On September 12, 1872, desperate for publicity, Woodhull addressed a crowd in Boston and publicly called Beecher the “king of free love” but a hypocrite, and named Elizabeth Tilton as his mistress. She charged that he preached to a dozen of his lovers at Plymouth, which was inflammatory and an overstatement. On October 28, just before Election Day, she published an edition of 150,000 copies of Woodhull and Claflin’s Weekly setting out the sordid details of the Tilton affair, which sold out and went on the secondary market for as much as $20.00! However, Henry Bowen contacted Anthony Comstock, the notorious head of the YMCA’s Anti-Pornography Campaign, mailed a copy of the weekly to him, and had Woodhull arrested as a smut-peddler for publishing obscene materials and sending them through the mails, a federal crime.
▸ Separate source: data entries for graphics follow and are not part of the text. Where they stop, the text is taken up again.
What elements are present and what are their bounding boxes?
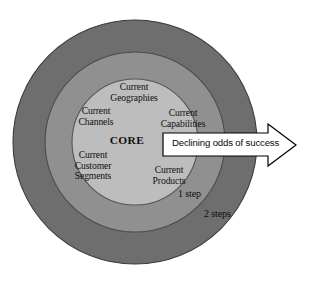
- concentric-rings-diagram: [0, 0, 309, 284]
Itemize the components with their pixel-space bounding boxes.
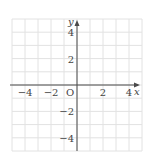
origin-label: O bbox=[66, 87, 74, 98]
y-axis-arrow-icon bbox=[75, 20, 80, 26]
y-tick-label: −4 bbox=[59, 133, 74, 144]
y-tick-label: 4 bbox=[68, 27, 74, 38]
coordinate-plane: −4−22442−2−4 x y O bbox=[0, 0, 150, 157]
y-tick-label: −2 bbox=[59, 106, 74, 117]
axes bbox=[10, 20, 140, 151]
x-axis-label: x bbox=[134, 86, 140, 97]
x-tick-label: 4 bbox=[126, 87, 132, 98]
x-tick-label: 2 bbox=[100, 87, 106, 98]
y-axis-label: y bbox=[67, 16, 74, 27]
x-tick-label: −4 bbox=[18, 87, 33, 98]
x-tick-label: −2 bbox=[44, 87, 59, 98]
y-tick-label: 2 bbox=[68, 54, 74, 65]
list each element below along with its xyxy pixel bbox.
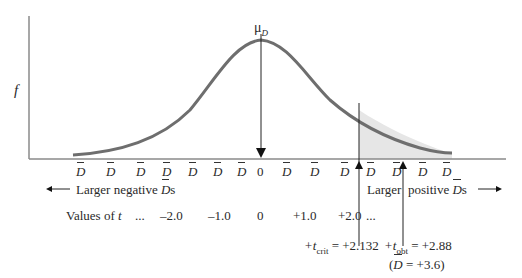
dbar-tick: D (392, 165, 401, 178)
dbar-tick: D (366, 165, 375, 178)
t-value: ... (366, 209, 376, 222)
normal-distribution-figure (0, 0, 522, 278)
dbar-tick: D (442, 165, 451, 178)
right-arrowhead-icon (496, 186, 502, 192)
t-crit-label: +tcrit = +2.132 (304, 239, 379, 256)
y-axis-label: f (14, 83, 18, 98)
mean-arrowhead-icon (256, 148, 266, 158)
dbar-tick: D (162, 165, 171, 178)
dbar-tick: D (418, 165, 427, 178)
dbar-tick: D (188, 165, 197, 178)
t-value: –1.0 (208, 209, 231, 222)
dbar-tick: D (213, 165, 222, 178)
t-row-label: Values of t (66, 209, 122, 222)
dbar-tick: D (340, 165, 349, 178)
t-value: +1.0 (293, 209, 317, 222)
mean-label: μD (254, 21, 268, 38)
dbar-tick: D (136, 165, 145, 178)
left-arrowhead-icon (46, 186, 52, 192)
dbar-tick: D (282, 165, 291, 178)
t-value: ... (135, 209, 145, 222)
d-obt-label: (D = +3.6) (389, 258, 444, 271)
dbar-tick: D (106, 165, 115, 178)
dbar-tick: D (310, 165, 319, 178)
right-direction-label-b: positive Ds (408, 183, 467, 196)
left-direction-label: Larger negative Ds (76, 183, 175, 196)
right-direction-label-a: Larger (367, 183, 401, 196)
zero-tick: 0 (257, 165, 264, 178)
dbar-tick: D (237, 165, 246, 178)
t-value: 0 (257, 209, 264, 222)
dbar-tick: D (76, 165, 85, 178)
t-crit-arrowhead-icon (355, 161, 363, 169)
t-value: +2.0 (338, 209, 362, 222)
t-value: –2.0 (160, 209, 183, 222)
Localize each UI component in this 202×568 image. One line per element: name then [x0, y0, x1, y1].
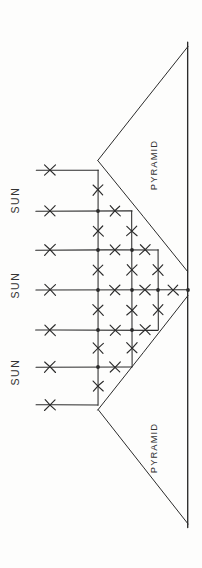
lattice-grid-layer: [98, 170, 158, 405]
sun-label-2: SUN: [9, 272, 21, 299]
upper-pyramid-lower-edge: [98, 160, 188, 271]
lattice-node-4: [96, 328, 100, 332]
lattice-node-6: [130, 248, 134, 252]
lower-pyramid-lower-edge: [98, 410, 188, 524]
pyramids-layer: [98, 46, 188, 524]
upper-pyramid-upper-edge: [98, 46, 188, 160]
sun-ray-6: [36, 361, 132, 372]
sun-ray-1: [36, 165, 98, 175]
lattice-nodes-layer: [96, 209, 190, 369]
lattice-node-8: [130, 328, 134, 332]
lattice-node-2: [96, 248, 100, 252]
sun-ray-7: [36, 400, 98, 411]
lattice-node-9: [156, 288, 160, 292]
lattice-node-7: [130, 288, 134, 292]
lattice-node-3: [96, 288, 100, 292]
pyramid-sun-diagram: SUNSUNSUNPYRAMIDPYRAMID: [0, 0, 202, 568]
lattice-node-1: [96, 209, 100, 213]
pyramid-label-1: PYRAMID: [148, 140, 159, 190]
lower-pyramid-upper-edge: [98, 296, 188, 411]
x-marks-layer: [93, 185, 178, 391]
lattice-node-5: [96, 365, 100, 369]
sun-label-3: SUN: [9, 359, 21, 386]
pyramid-label-2: PYRAMID: [148, 423, 159, 473]
upper-pyramid: [98, 46, 188, 271]
figure-canvas: SUNSUNSUNPYRAMIDPYRAMID: [0, 0, 202, 568]
lattice-node-10: [186, 288, 190, 292]
sun-label-1: SUN: [9, 187, 21, 214]
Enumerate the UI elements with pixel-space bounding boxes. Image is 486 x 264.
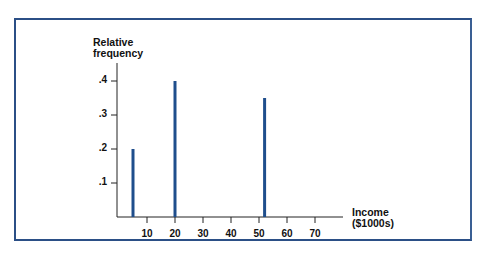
y-tick-label: .3 (87, 108, 107, 119)
x-tick-label: 60 (275, 228, 299, 239)
x-tick-label: 70 (303, 228, 327, 239)
plot-area (0, 0, 486, 264)
x-tick-label: 40 (219, 228, 243, 239)
y-tick-label: .4 (87, 74, 107, 85)
y-tick-label: .1 (87, 176, 107, 187)
y-tick-label: .2 (87, 142, 107, 153)
x-tick-label: 10 (135, 228, 159, 239)
x-tick-label: 30 (191, 228, 215, 239)
x-tick-label: 50 (247, 228, 271, 239)
x-tick-label: 20 (163, 228, 187, 239)
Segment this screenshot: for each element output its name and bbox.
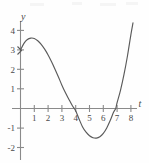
x-tick-label: 7	[115, 113, 120, 123]
graph-figure: 1 2 3 4 5 6 7 8 4 3 2 1 -1 -2 y t	[0, 0, 149, 163]
x-tick-label: 5	[87, 113, 92, 123]
x-tick-label: 1	[32, 113, 37, 123]
x-tick-labels: 1 2 3 4 5 6 7 8	[32, 113, 134, 123]
y-axis-label: y	[20, 11, 26, 22]
x-axis-label: t	[139, 98, 142, 109]
x-tick-label: 6	[101, 113, 106, 123]
y-tick-label: -2	[8, 143, 16, 153]
y-tick-labels: 4 3 2 1 -1 -2	[8, 26, 16, 153]
x-tick-label: 8	[129, 113, 134, 123]
y-tick-label: -1	[8, 123, 16, 133]
y-tick-label: 3	[11, 45, 16, 55]
x-tick-label: 2	[46, 113, 51, 123]
coordinate-plot: 1 2 3 4 5 6 7 8 4 3 2 1 -1 -2 y t	[0, 0, 149, 163]
y-tick-label: 2	[11, 65, 16, 75]
y-tick-label: 4	[11, 26, 16, 36]
axes-group	[12, 21, 137, 160]
x-tick-label: 3	[60, 113, 65, 123]
y-tick-label: 1	[11, 84, 16, 94]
There followed several investigations of the adultery charge by Plymouth Church and related Congregational bodies, which found Beecher innocent. Theodore sued for $100,000 on a civil complaint charging that Beecher had willfully alienated his wife’s affection. Elizabeth Tilton changed her story repeatedly, both before and after the trial, leaving no one sure what the truth was. The 1875 trial was a sensational scandal but the jury came back deadlocked and Beecher was not re-tried. Those who had charged Beecher with wrongdoing were expelled from Plymouth and he was embraced as the injured party!
Later Beecher embraced Herbert Spencer’s “Social Darwinism”, the laissez-fair defense of robber barons known as the “survival of the fittest” and later the actual Darwinism of which it was a distortion (his term was “natural selection”). He began to sympathize with labor in the strike-plagued hard economic times of the 1870s and ‘80s. This was an advanced point of view for a Republican Party that had mostly become the party of big business except for occasion bursts of reformism about civil service reform, conservation, and other issues. Beecher suffered a stroke and died in 1887, and was buried in Green-Wood Cemetery.
These posts are from Robert Furman’s forthcoming book “Brooklyn Heights: The Rise, Fall and Rise of America’s First Suburb,” to be published this fall. Preview copies are now available for $50.00 postpaid on CD as pdfs. Send check or money order to Mr. Furman at P.O. Box 23365, Brooklyn, N.Y. 11202. Be the first to see this important book!